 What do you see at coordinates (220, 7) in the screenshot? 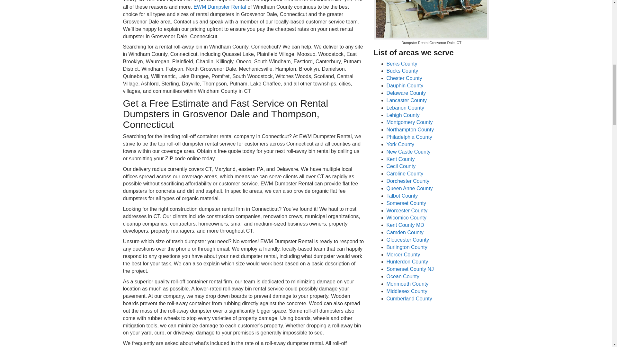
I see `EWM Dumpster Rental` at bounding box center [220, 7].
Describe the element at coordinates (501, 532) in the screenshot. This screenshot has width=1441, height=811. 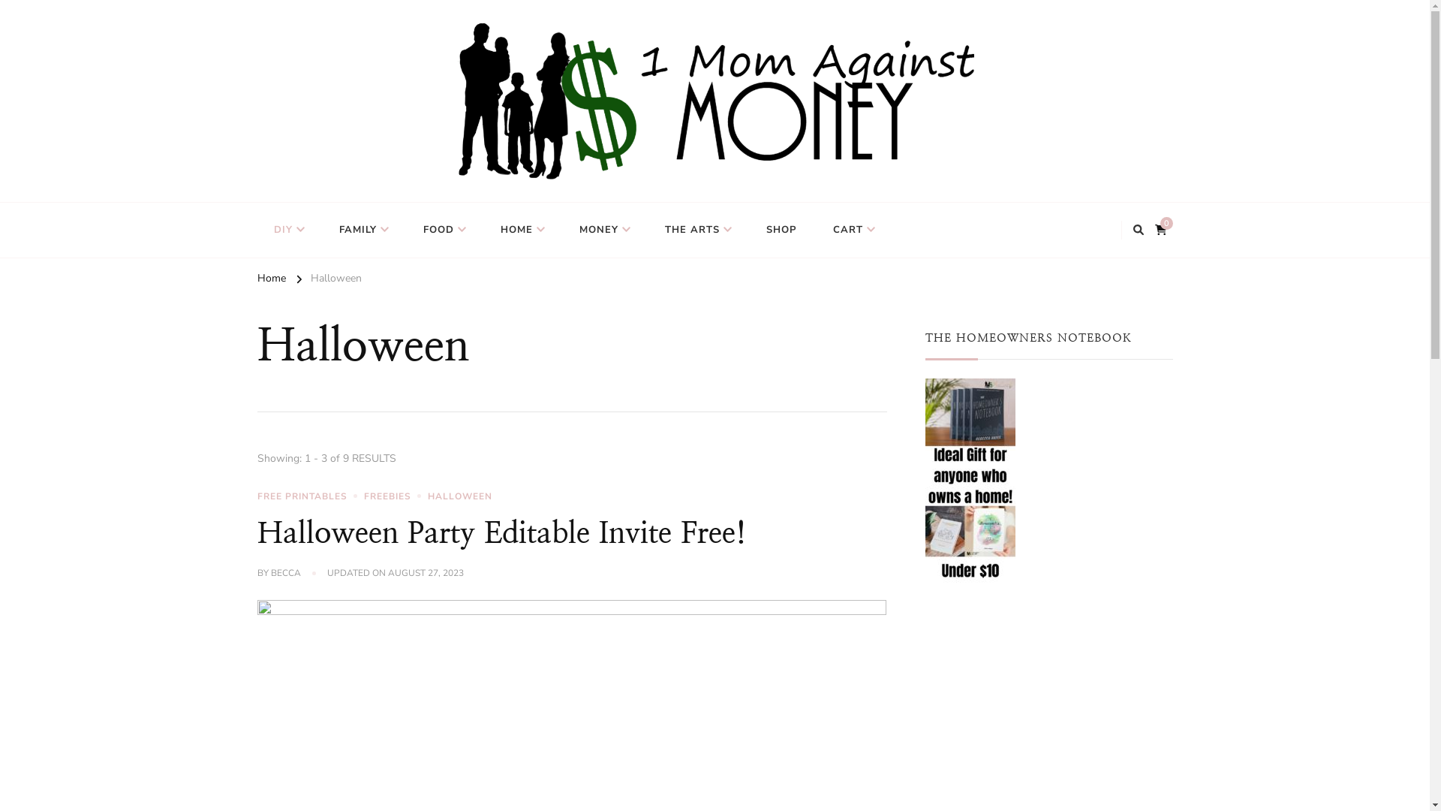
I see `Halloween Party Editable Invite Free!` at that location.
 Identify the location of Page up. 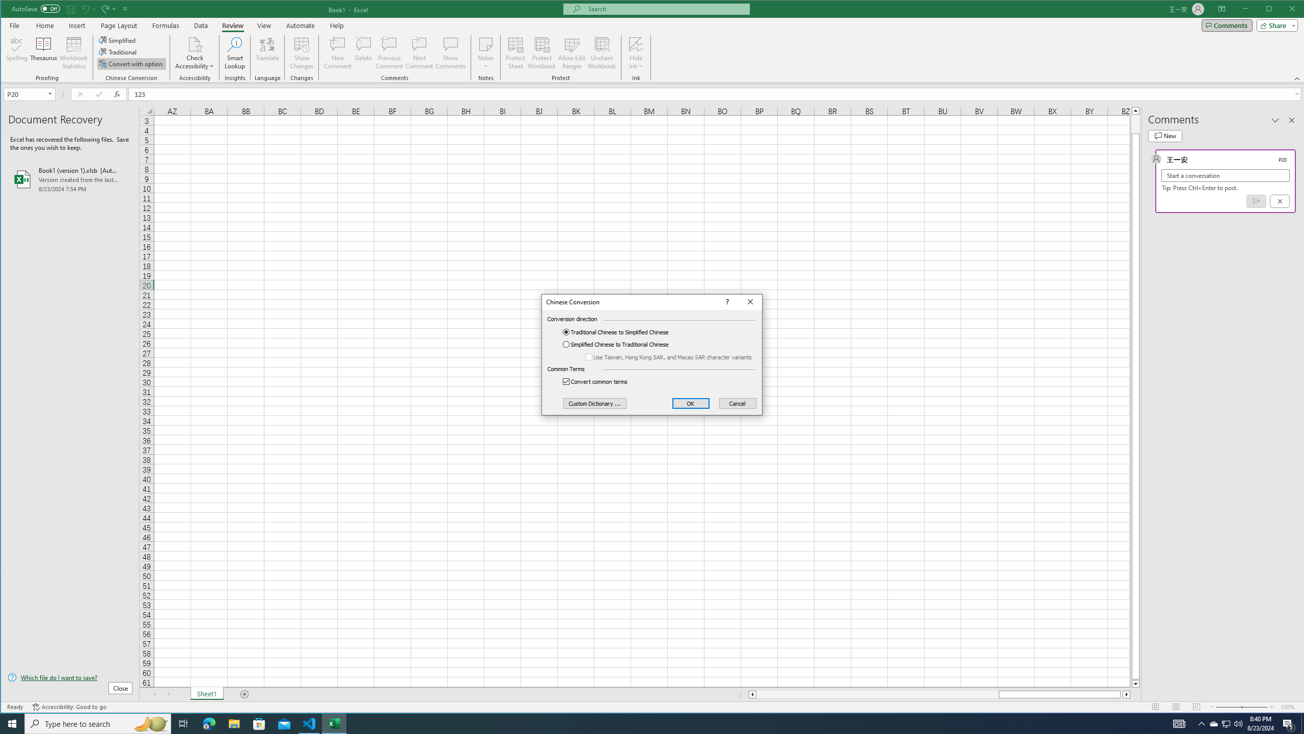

##########

**WHAT YOU HAVE TO DO:** Copy each entry exactly, with no pictures.

**RESPONSE TO THE EXERCISE:**
 What do you see at coordinates (220, 7) in the screenshot? 
I see `EWM Dumpster Rental` at bounding box center [220, 7].
Describe the element at coordinates (501, 532) in the screenshot. This screenshot has width=1441, height=811. 
I see `Halloween Party Editable Invite Free!` at that location.
 Identify the location of Page up. 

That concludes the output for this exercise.